Are You Being Stupid or Lazy in Marketing Your Own Business?

The incredible stupidity, cheapskatedness, laziness of business owners is most visible in their consistent bizarre behavior regarding present customers vs. new customers or prospects in their small business marketing.

They are loathe to spend money and time on the people who have already proven they will patronize them and, in fact, do patronize them. But always willing to pour time and money into chasing the next new customer. They are in ardent, sweaty, drooling lust for the next new conquest, completely uninterested in the already conquered.

There are many reasons for this far too numerous to analyze here. They range from perverse human nature to economic ignorance to boredom to foolish belief in customer loyalty and on and on and on. The car dealer spends $50,000.00 a week on newspaper, radio and TV ads to bring in new customers but God forbid he spend a couple hundred bucks on a mailing or a couple thousand bucks on a party for his present car owners.

It's hard to find any business where this combination of stupidity, cheapskatedness and laziness is as magnified as the car business. It is a very good thing everybody buys cars, because in pretty much any other business, most dealers and almost all the salespeople'd starve, deservedly.

But on different levels, the same nitwit behavior pervades most businesses. My dry cleaner advertises like a banshee in Val-Pak and local papers; not once in the 3 years I've spent no less than $150 a month have I gotten a piece of mail, and to add insult, the coupons say: for new customers only.

The dry cleaner is fortunate I hate the thought of trying to find another competent dry cleaner so much. The dealer I bought my last car from, not so fortunate.

If you want to start 'mind capture' somewhere, start with the top 50% or 40% or 30% of your customers. Make sure what they are talking about EVERY week of their life is YOU. Then move on to doing the same in a target prospect group. Or your industry or community. It is reportedly quite difficult to get ghosts to up and leave a haunted house. Movies like 'Beetlejuice' and 'Ghostbusters' come to mind.

Well, most people have haunted houses all their own. Populated with the ghosts of whatever they heard their parents say about money at the top of the stairs, ghosts of past unsuccessful or unpleasant experiences, ghosts of things tried but once and ruled out forever, ghosts of ancient arguments and disagreements, ghosts of industry norms and business practices created for a 1950 world.

A popular theme for the daytime 'Maury Povich Show' is a parade of women who were really, really ugly, flat-chested, buck-toothed, fat, pimply and shy and put upon in school, who have now lost a zillion pounds, gotten breast implants, complexion cleared up, contact lenses or laser eye surgery in place of bottle-pop glasses, teeth straightened, hair poofed, who bring to the show the boy or girl grown to man or woman they haven't seen since 7th grade, who treated them badly, to appear in front of and demand a groveling apology.

Some of these made-over bombshells are strippers, others in less exotic occupations. All have carried their humiliations and resentment against another schoolkid around with them for 15, 20 years, haunted by the ghost of junior high past.

We ALL do this in one way or another; we are ALL haunted by some ghosts; ALL eager to show the neighbor, schoolkid, peer, mouthy brother-in-law, etc. we turned out the winner, they were wrong. I suppose that's unavoidable. I know no one totally above all this, me included. I'm not even sure this is ALL bad.

Taking satisfaction in rubbing a harsh critic's nose in your success is a form of pleasurable celebration. But being relentlessly, daily hounded by such a ghost, not helpful.

As with ghosts in a real haunted house, it is damnably hard to get our ghosts to move out of our psyche.

Psycho-Cybernetics is really all about that, and for myself, I've done an enormous amount of work with it, and still do, to evict as many ghosts as I'm able, keep the others in check.

A lot of ghosts get in the way of success.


§ AIM OF THE EXERCISE
The word "pixels" marks the lines to find; copy every such line from the data below.

§ DATA RECORDS

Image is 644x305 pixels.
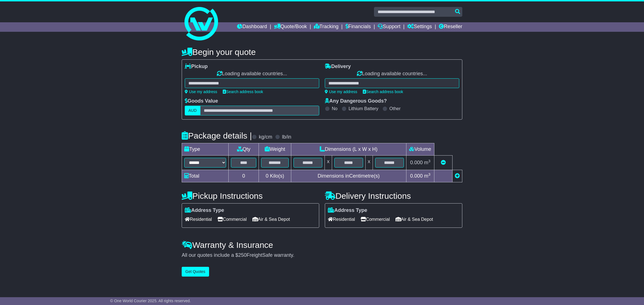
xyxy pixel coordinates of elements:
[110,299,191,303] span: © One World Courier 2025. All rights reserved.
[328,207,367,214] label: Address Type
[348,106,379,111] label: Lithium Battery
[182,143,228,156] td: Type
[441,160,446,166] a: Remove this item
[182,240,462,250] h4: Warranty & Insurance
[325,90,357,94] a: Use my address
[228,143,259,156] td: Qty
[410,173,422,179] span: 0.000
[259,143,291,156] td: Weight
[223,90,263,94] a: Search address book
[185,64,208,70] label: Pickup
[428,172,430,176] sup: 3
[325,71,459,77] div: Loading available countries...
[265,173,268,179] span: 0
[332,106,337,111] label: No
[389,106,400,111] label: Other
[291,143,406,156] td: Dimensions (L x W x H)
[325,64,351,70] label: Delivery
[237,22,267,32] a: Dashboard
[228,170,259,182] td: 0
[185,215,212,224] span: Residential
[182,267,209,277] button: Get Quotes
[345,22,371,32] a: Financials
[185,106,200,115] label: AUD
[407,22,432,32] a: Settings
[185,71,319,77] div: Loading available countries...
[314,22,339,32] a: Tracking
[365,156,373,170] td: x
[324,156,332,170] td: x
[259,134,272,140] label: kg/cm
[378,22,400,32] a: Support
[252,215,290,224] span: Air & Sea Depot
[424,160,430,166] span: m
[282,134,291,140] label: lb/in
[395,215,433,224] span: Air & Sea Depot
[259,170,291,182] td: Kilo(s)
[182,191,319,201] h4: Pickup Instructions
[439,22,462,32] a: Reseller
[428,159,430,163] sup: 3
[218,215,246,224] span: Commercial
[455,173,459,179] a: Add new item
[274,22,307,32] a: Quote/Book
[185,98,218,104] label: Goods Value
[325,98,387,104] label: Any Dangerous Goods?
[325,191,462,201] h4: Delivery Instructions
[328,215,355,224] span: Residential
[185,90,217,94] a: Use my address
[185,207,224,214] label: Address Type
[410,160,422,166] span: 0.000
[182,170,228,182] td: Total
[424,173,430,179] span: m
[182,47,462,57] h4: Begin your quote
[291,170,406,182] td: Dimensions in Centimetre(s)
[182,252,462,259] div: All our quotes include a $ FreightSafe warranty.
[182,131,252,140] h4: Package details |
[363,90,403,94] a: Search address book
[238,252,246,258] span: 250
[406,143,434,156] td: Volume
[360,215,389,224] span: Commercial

...

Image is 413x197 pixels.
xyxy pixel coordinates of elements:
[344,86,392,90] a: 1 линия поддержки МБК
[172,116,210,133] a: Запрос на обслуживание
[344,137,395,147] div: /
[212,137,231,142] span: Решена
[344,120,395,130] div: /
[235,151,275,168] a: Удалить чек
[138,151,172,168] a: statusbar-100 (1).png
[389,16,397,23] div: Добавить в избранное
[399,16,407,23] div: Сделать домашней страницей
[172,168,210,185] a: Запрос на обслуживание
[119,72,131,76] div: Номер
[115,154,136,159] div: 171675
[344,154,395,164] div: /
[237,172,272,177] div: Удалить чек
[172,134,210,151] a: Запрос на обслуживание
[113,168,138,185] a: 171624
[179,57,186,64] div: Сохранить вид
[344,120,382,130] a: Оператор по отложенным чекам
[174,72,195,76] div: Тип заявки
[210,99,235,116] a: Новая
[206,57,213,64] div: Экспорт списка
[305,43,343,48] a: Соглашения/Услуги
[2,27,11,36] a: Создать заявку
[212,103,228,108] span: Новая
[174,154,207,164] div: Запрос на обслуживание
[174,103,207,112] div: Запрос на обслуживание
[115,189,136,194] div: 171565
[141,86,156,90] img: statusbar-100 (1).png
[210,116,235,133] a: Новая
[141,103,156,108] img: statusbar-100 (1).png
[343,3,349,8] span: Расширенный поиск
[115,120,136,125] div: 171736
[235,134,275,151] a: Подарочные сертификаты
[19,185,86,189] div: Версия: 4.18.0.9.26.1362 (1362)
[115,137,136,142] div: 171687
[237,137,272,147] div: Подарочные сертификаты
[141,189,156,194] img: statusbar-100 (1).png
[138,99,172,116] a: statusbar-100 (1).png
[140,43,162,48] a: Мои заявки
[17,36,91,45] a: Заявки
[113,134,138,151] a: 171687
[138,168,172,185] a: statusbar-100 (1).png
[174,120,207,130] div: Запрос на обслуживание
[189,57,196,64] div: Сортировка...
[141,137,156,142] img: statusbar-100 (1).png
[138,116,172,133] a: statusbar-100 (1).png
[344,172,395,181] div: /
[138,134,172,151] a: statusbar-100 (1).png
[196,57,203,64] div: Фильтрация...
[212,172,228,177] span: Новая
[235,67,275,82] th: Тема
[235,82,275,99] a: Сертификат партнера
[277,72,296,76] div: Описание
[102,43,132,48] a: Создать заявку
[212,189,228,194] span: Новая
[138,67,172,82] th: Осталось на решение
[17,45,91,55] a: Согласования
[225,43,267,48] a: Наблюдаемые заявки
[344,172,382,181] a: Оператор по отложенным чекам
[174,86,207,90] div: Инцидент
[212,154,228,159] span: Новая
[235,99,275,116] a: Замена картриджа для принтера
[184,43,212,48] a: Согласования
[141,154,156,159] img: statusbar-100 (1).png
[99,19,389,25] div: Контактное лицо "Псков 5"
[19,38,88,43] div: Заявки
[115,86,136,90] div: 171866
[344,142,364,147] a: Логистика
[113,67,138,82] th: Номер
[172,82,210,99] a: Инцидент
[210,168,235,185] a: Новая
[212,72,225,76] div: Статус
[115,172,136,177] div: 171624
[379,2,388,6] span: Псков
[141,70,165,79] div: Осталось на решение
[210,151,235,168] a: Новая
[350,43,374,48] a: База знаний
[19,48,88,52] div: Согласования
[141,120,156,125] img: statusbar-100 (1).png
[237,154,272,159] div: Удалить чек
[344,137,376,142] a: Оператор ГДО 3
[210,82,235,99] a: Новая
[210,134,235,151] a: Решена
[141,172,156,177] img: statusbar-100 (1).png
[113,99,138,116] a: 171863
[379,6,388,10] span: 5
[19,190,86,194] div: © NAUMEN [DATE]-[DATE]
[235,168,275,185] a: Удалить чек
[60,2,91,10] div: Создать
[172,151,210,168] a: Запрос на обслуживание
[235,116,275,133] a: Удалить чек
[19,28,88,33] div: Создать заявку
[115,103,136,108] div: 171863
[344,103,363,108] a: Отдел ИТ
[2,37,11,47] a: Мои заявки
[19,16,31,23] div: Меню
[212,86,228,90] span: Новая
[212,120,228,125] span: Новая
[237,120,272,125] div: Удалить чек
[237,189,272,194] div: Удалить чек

==

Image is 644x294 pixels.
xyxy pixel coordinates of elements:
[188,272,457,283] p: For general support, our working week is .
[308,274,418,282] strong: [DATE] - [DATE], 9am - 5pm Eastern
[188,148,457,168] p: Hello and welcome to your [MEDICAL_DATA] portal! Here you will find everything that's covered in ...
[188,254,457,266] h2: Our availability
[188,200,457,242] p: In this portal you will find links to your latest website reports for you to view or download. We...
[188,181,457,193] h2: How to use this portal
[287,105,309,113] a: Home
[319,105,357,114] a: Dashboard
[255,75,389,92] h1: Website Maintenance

§ FINAL ANSWER
Image is 644x305 pixels.
Image is 413x197 pixels.
Image is 644x294 pixels.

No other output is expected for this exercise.